Last night, Tenacre brought together our community for Celebrate Tenacre, an evening dedicated to welcoming the new school year and showcasing our exciting new spaces. Members of the Tenacre community joined us for an evening of connection and celebration, exploring our beautiful new quad and state-of-the-art design center. The festive picnic atmosphere provided the ideal backdrop for launching the 2025-2026 academic year, as community members came together to reconnect, socialize, and experience firsthand the enhanced spaces that will enrich our students’ time at Tenacre.
Today's fourth-grade science class ventured to Beebe Meadow to study Impatiens Capensis, commonly called jewelweed. This 8-acre nature preserve sits directly across from Tenacre, providing an excellent outdoor classroom for plant studies. Students walked to the meadow where they carefully observed the jewelweed plants and examined their distinctive seed pods, recording their findings in field notes. Back in the classroom, they finished their observation worksheets and shared their discoveries during a group discussion.
In the second week of school, Tenacre students are settling into the rhythm of their new academic year with growing confidence and enthusiasm. As they navigate Tenacre’s hallways with increasing ease, students are mastering daily routines—morning arrival, class meetings, transitions between classes, and lunch protocols. The nervous energy of those first few days has transformed into genuine excitement about the learning adventures that lie ahead.
Fourth graders embraced this year's school theme of "Wonder" by exploring the Seven Wonders of the World and transforming into "Wonder Builders" as they tackled the challenge of constructing tall, freestanding structures with limited materials. This project required students to collaborate effectively, think outside the box, develop strategic plans, and adapt when obstacles arose. Working in teams of four, each group received identical supplies: 25 index cards, 10 drinking straws, two feet of tape, one pair of scissors, and a marshmallow that had to crown their finished structure.9/5/24 Tenacre students are getting into the swing of things during their first week back at school. Students have learned new routines, focused on academics, and connected with new and old friends.
This afternoon, third-grade students transformed apples from Tenacre's Phyllis Scoboria Orchard into vibrant works of art. Under the guidance of art teacher Molly Rosenthal, who showed them the apple-printing technique, students experimented with painting various sections of halved apples before pressing them onto paper to create unique patterns and designs. The timing couldn't have been more perfect—as the young artists worked on their colorful creations, they could gaze through the art room's expansive windows at the very orchard where their apples originated, now brimming with apples.
Welcome back, Tenacre! Students have returned to school, and we are thrilled to see the hallways filled with children. Students and staff were full of smiles as old friends reconnected and new friends were made.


▶ _WORK INSTRUCTIONS_:
Search the entries below for "ybar". Report each line where it occurs.

▶ _Items from a dataset_:
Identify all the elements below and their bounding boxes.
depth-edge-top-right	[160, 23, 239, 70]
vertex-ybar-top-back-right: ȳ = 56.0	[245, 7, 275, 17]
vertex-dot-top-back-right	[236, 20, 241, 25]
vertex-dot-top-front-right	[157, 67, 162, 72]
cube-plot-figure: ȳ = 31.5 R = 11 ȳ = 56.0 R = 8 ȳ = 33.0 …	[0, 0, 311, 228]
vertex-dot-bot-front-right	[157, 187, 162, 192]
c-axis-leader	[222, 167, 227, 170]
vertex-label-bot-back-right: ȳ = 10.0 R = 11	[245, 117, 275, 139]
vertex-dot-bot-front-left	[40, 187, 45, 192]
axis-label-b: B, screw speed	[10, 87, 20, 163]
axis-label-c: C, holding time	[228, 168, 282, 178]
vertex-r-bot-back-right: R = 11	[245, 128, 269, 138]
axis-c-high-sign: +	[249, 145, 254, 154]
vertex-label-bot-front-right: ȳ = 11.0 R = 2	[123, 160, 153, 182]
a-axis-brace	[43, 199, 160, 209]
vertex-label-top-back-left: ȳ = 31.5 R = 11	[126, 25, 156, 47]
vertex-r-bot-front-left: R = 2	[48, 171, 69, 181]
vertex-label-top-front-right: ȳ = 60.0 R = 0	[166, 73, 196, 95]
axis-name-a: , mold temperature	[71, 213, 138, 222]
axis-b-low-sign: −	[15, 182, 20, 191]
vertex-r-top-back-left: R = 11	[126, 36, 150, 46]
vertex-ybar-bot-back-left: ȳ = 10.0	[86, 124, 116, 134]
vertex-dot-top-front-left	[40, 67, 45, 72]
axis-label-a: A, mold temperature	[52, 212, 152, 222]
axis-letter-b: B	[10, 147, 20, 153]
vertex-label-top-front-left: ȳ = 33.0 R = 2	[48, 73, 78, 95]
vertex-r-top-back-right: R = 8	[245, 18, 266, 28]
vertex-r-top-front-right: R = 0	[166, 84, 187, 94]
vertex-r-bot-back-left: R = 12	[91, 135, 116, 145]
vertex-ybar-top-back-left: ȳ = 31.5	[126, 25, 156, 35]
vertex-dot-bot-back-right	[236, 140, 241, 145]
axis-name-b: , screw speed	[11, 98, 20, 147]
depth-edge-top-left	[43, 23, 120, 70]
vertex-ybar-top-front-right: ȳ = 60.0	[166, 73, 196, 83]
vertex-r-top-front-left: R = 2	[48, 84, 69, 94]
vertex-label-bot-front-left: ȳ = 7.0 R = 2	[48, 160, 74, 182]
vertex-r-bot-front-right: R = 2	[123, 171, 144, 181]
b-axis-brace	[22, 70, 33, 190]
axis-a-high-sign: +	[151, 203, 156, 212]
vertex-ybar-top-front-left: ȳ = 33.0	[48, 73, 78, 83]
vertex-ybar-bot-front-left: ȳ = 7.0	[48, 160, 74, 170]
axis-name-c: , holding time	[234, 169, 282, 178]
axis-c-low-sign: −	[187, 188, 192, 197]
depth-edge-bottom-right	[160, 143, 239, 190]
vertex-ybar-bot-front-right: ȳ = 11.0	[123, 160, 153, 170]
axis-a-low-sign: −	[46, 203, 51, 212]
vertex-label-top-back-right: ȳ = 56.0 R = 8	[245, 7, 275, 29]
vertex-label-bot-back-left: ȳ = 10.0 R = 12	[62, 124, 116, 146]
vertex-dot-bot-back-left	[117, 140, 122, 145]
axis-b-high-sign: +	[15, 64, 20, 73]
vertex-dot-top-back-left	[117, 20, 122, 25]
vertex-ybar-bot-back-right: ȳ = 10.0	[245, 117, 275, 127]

==

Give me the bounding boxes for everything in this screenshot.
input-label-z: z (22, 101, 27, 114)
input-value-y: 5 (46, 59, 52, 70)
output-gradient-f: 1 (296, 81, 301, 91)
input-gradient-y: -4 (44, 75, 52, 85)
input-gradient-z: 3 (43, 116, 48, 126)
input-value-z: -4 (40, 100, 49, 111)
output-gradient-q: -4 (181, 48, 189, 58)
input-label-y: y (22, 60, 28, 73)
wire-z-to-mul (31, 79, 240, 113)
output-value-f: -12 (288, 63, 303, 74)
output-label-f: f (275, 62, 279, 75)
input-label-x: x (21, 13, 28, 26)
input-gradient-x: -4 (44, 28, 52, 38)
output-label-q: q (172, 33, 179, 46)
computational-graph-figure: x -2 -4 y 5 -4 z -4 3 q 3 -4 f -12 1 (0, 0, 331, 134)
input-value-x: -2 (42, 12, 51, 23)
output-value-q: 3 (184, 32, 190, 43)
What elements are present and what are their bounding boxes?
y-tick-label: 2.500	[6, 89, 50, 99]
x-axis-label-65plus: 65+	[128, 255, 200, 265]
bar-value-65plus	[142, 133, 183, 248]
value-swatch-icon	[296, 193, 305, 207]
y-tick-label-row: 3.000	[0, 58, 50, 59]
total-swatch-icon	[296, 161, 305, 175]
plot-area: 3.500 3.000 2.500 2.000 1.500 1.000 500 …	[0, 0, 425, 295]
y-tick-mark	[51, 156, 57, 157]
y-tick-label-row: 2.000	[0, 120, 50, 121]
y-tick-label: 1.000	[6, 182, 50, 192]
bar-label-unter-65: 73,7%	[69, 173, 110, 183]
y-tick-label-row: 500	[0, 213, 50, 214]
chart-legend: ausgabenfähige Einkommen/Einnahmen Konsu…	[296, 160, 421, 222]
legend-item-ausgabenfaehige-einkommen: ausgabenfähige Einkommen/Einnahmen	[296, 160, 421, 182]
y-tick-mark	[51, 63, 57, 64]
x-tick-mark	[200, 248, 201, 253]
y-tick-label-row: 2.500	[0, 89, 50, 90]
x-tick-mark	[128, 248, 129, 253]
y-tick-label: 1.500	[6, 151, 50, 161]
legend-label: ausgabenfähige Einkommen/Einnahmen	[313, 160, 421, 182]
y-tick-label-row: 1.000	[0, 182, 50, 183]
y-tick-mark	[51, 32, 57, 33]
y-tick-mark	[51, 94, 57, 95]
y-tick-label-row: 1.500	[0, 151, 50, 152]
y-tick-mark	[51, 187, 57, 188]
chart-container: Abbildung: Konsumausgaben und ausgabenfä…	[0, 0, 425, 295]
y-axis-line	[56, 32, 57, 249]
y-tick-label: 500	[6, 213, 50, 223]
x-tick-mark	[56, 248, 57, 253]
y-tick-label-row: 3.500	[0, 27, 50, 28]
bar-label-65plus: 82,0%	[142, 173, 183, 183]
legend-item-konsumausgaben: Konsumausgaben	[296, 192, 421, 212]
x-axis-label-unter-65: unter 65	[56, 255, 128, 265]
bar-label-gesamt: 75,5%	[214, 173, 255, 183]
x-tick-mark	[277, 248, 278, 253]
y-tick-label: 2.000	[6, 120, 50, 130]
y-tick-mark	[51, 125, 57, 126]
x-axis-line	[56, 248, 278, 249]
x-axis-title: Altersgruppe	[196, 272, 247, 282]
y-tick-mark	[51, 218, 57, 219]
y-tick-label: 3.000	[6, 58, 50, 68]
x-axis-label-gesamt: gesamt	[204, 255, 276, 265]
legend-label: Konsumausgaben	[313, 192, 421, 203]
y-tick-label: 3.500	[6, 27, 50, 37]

▶ _EXPECTED OUTPUT_:
vertex-ybar-top-back-right: ȳ = 56.0	[245, 7, 275, 17]
vertex-ybar-bot-back-left: ȳ = 10.0	[86, 124, 116, 134]
vertex-ybar-top-back-left: ȳ = 31.5	[126, 25, 156, 35]
vertex-ybar-top-front-right: ȳ = 60.0	[166, 73, 196, 83]
vertex-ybar-top-front-left: ȳ = 33.0	[48, 73, 78, 83]
vertex-ybar-bot-front-left: ȳ = 7.0	[48, 160, 74, 170]
vertex-ybar-bot-front-right: ȳ = 11.0	[123, 160, 153, 170]
vertex-ybar-bot-back-right: ȳ = 10.0	[245, 117, 275, 127]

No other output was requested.